Culture

Anime North: where fantasy gets real

Toronto’s annual celebration of anime and manga brought out thousands of devotees, including many in costume

Photograph by Ian Bethune

What does it take to run a multi-million dollar event with more than 20,000 attendees and no professional involvement? Lots of volunteers—some 700—in the case of Anime North, Toronto’s annual celebration of those twin pillars of Japanese pop culture, anime and manga. Flip sides of the same massively popular coin, anime (film and TV) and manga (multivolume comics) contain a bewildering variety of content, theme and visual expressions. Erotica and fantasy, sci-fi and horse operas, mystery and romance or any combination of thereof, Western or Asian, in some of international pop culture’s most eclectic mash-ups: “Anime’s a medium, not a genre,” says Anime North conference chairman, Irwin Tan.

And one that inspires deep devotion in its primarily young aficionados. “Most are 17 to 25,” notes Tan of the thousands flocking through Toronto’s Congress Centre last weekend, “though I’m starting to see people in their 30’s, who are second-gen. Probably 18 or so when we began 15 years ago; now they’re pushing their own kids—some in very cool costumes—around in strollers.” The demographics mean attendees are far from well-heeled, but they still exert a major economic impact: entrance charges range from $55 weekend passes to $35 one-day passes; 15,000 area hotel rooms are annually blocked off (up to 40 per cent of attendees come from outside of Southern Ontario, and many of the locals stay on-site as well); the Dealers’ Room (selling manga, anime and collectibles of all kinds) does beyond brisk business; and line-ups for the nearby fast-food restaurants are daunting for all but the hungriest teens.

Tan, a 44-year-old commercial office designer and convention chair for the past 11 years, has been with Anime North from the beginning. It grew out of a University of Toronto club that held a 1997 convention in a campus venue. Even then attendance—700 people—was twice expectations. “We ran around all day photocopying more badges for people showing up at the door. Since then it’s grown about 10 per cent every year.” Which brings Anime North, by the miracle of compound interest, to its present 20,000-plus, making it by far Canada’s largest convention of its kind and in the top five in North America. And bringing it also to an ongoing effort to keep itself in the sweet spot between easy-going, for-the-pure-love-of-it amateurism and the demands of large-scale organization. This year, for the first time, the convention placed a daily cap (20,000) on attendees, partly to leave room to breathe in the crowded congress hall and partly because the odds say that bad weather—there’s never really been any in 15 years—has to come some day. At any given moment several thousand people are milling about in the open air, and organizers want be sure they can accommodate them all during a storm.

“We strive to stay very relaxed, very casual,’ says Tan, “but still act professionally,” especially with the guests, who include Japanese bands (and this year a star Tokyo DJ) and voice actors from Canada and Japan. That means no one is trying to establish, let alone adhere to, hard and fast rules of exactly what constitutes anime. The costumed wrestling, which runs throughout the weekend, often features participants dressed as very North American figures, including such superheroes as Spider-Man. “Once I went by and I saw a match between Vegeta [from the wildly popular anime Dragonball Z] and [Sesame Street’s] Elmo,” recalls Tan. “I thought of it as ‘Kill Me Elmo’.” But as long as there’s some “tie-in to Japanese culture, we’re good with what people want to see.”

As for the pull of it all, the engine behind Anime North’s double-digit annual growth, it pretty much comes down to the cosplay for the convention chair. More than half the attendees, not just those babies in strollers, come dressed as characters from shows or comics or, often enough, as concepts inspired by anime. Some of that is “showing off—those costumes take a lot of work and ingenuity,” says Tan, “and part is the sense of community they help invoke. We have workshops on improving your costume, and people will often simply stop and give you advice. We’re very close-knit.”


▸ WHAT THE TASK ASKS: Wherever an image appears in the data, omit it and copy all the remaining text word for word.

---- ENTRIES SHOWN

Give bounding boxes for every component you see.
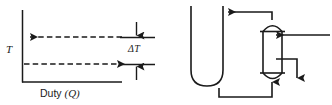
reboiler-schematic-svg: [166, 0, 332, 105]
reboiler-schematic-panel: [166, 0, 332, 105]
x-axis-label: Duty (Q): [40, 88, 80, 99]
column-u-tube: [191, 6, 223, 86]
x-axis-label-word: Duty: [40, 87, 62, 99]
x-axis-label-symbol: (Q): [65, 87, 80, 99]
vapour-return-line: [228, 12, 272, 20]
y-axis-label: T: [6, 44, 12, 55]
figure-root: T ΔT Duty (Q): [0, 0, 332, 105]
reboiler-top-head: [263, 26, 282, 32]
temperature-duty-chart-svg: [0, 0, 166, 105]
reboiler-bottom-head: [263, 73, 282, 79]
reboiler-vessel: [260, 26, 285, 79]
chart-axes: [22, 10, 122, 83]
delta-t-label: ΔT: [128, 44, 140, 54]
temperature-duty-chart-panel: T ΔT Duty (Q): [0, 0, 166, 105]
liquid-feed-line: [219, 82, 272, 97]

--------

▸ RESPONSE:
Give bounding boxes for every component you see.
reboiler-schematic-svg: [166, 0, 332, 105]
reboiler-schematic-panel: [166, 0, 332, 105]
x-axis-label: Duty (Q): [40, 88, 80, 99]
column-u-tube: [191, 6, 223, 86]
x-axis-label-word: Duty: [40, 87, 62, 99]
x-axis-label-symbol: (Q): [65, 87, 80, 99]
vapour-return-line: [228, 12, 272, 20]
y-axis-label: T: [6, 44, 12, 55]
figure-root: T ΔT Duty (Q): [0, 0, 332, 105]
reboiler-top-head: [263, 26, 282, 32]
temperature-duty-chart-svg: [0, 0, 166, 105]
reboiler-bottom-head: [263, 73, 282, 79]
reboiler-vessel: [260, 26, 285, 79]
chart-axes: [22, 10, 122, 83]
delta-t-label: ΔT: [128, 44, 140, 54]
temperature-duty-chart-panel: T ΔT Duty (Q): [0, 0, 166, 105]
liquid-feed-line: [219, 82, 272, 97]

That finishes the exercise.